Bruce McClure
Bruce McClure
Noise music for the eyes: projectors turned into instruments, B&W film loops into a thrumming riot of colour, motion and sound.
Arika have been creating events since 2001. The Archive is space to share the documentation of our work, over 600 events from the past 20 years. Browse the archive by event, artists and collections, explore using theme pairs, or use the index for a comprehensive overview.
Noise music for the eyes: projectors turned into instruments, B&W film loops into a thrumming riot of colour, motion and sound.
A performed reflection on Malin’s previous re-enacting of a super influential landmark of performance art from the French feminist and artist Gina Pane.
What might Carter and Parker’s collaboration tell us about our own performances of responsibility and liberty, whether individual, social or musical?
Sachiko’s very simple, pure sine tones and structures. Otomo on double pianos. Filament’s music isn’t composed and it isn’t improvised: it’s a hybrid of the two.

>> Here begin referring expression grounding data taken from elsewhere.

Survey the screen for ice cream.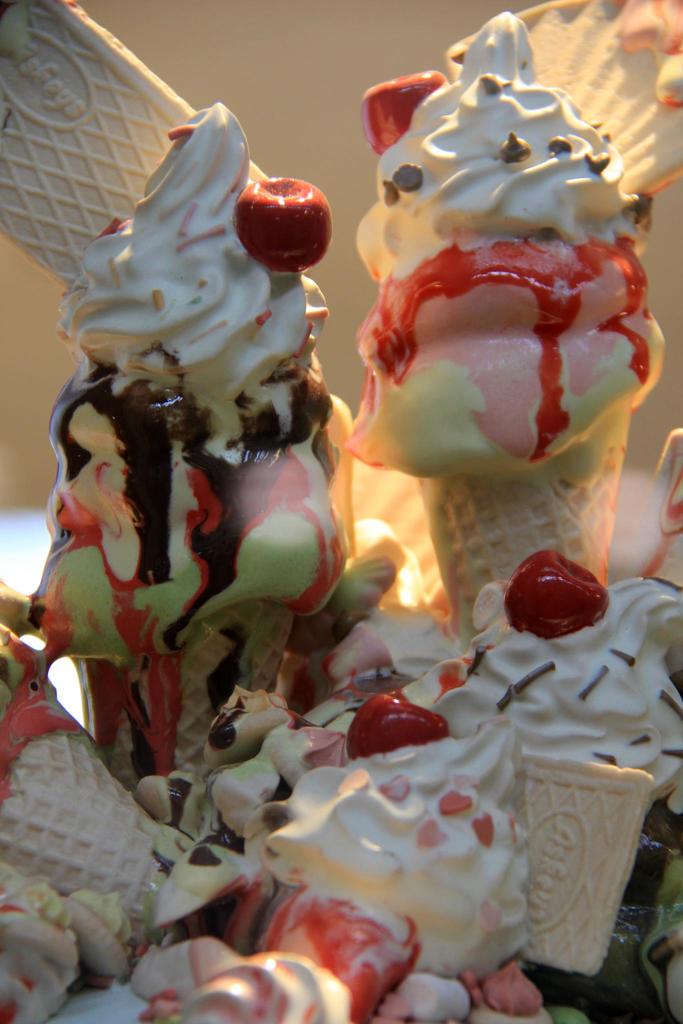
Survey found: [0, 0, 358, 783].
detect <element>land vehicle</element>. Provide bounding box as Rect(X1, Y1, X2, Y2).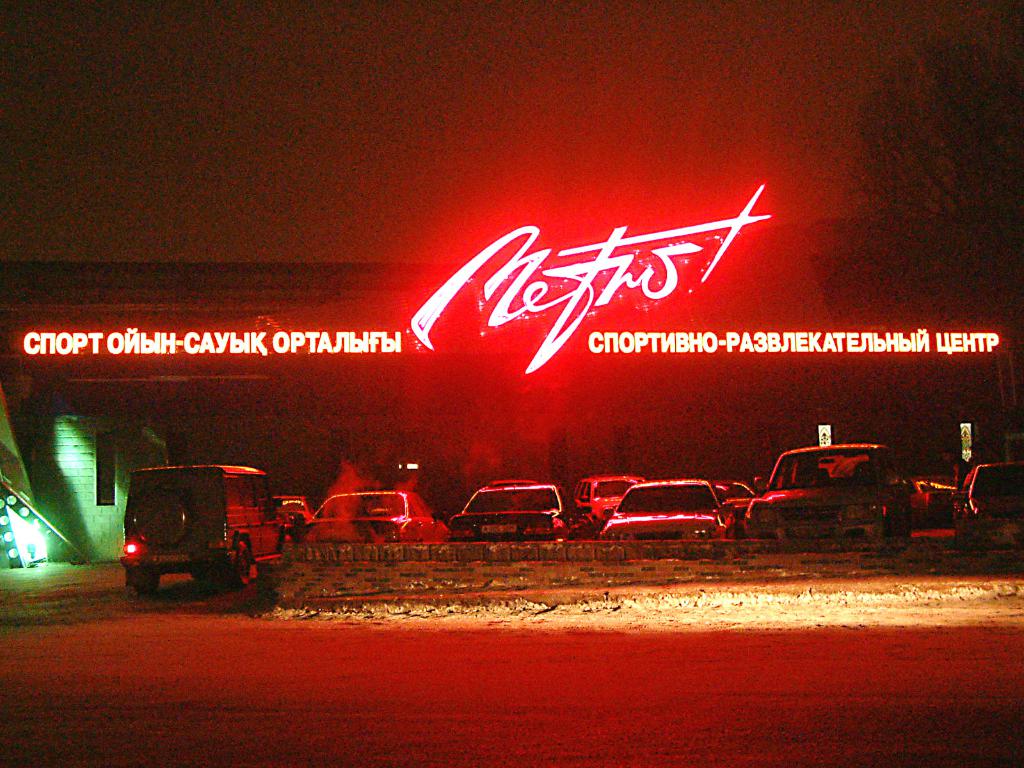
Rect(738, 445, 916, 537).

Jarrod Fowler creates a social space where layered one-to-one live encounters with the audience become sonic material.
Three speakers play back pre-recorded sounds, Marc listens and responds: “What is played is the imperfect witness of what I listen to (or maybe better, how I listen).”

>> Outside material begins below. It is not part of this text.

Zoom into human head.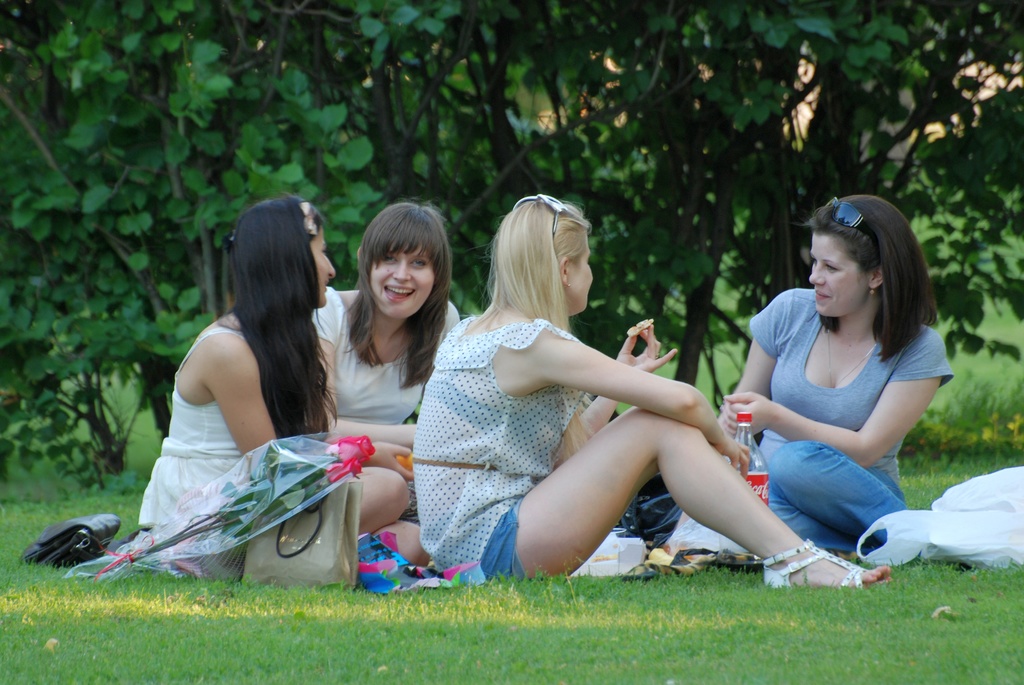
Zoom target: x1=493 y1=199 x2=595 y2=316.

Emotional fantasies, towers of cakes, identity troubles, collapsed distance and time and Samuel R. Delany’s rarely seen 1971 film The Orchid.
When one calls a strike, who hears the call, who attunes and listens to it? How to listen to the call of a strike? What prevents one from hearing this call or stops one from listening to it?

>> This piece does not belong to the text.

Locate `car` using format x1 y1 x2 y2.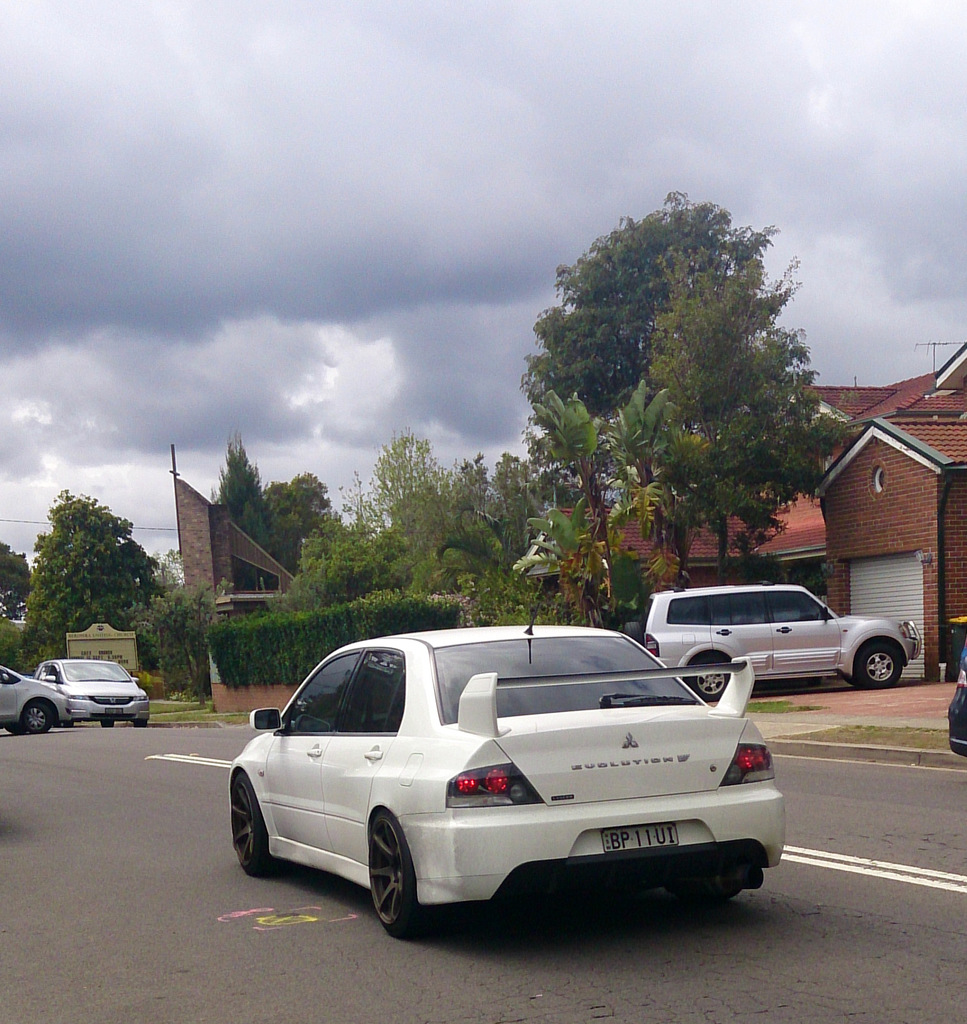
937 659 966 765.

Jarrod Fowler and Christof Migone kick things off with performances involving edible plants, a saw, dandruff, and Christof responding to the prompt: “as far as you can for as long as you can.”
Coming to us from Taipei, Yo-Yo sends us elsewhere while bringing us back with her to the timezone of tomorrow. A dancer, media artist, and choreographer who makes multi-dimensions and realms, Lin’s amplification of energies and connections across bodies devolves the separations we are taught to abide.
Paul Sharits’ Shutter Interface is a multi screen installation born of an intent to reveal the material substance of cinema in its purest form: spatially.
Noise music for the eyes. A 6 screen 16mm projection performance of intense audio and visual stimulus.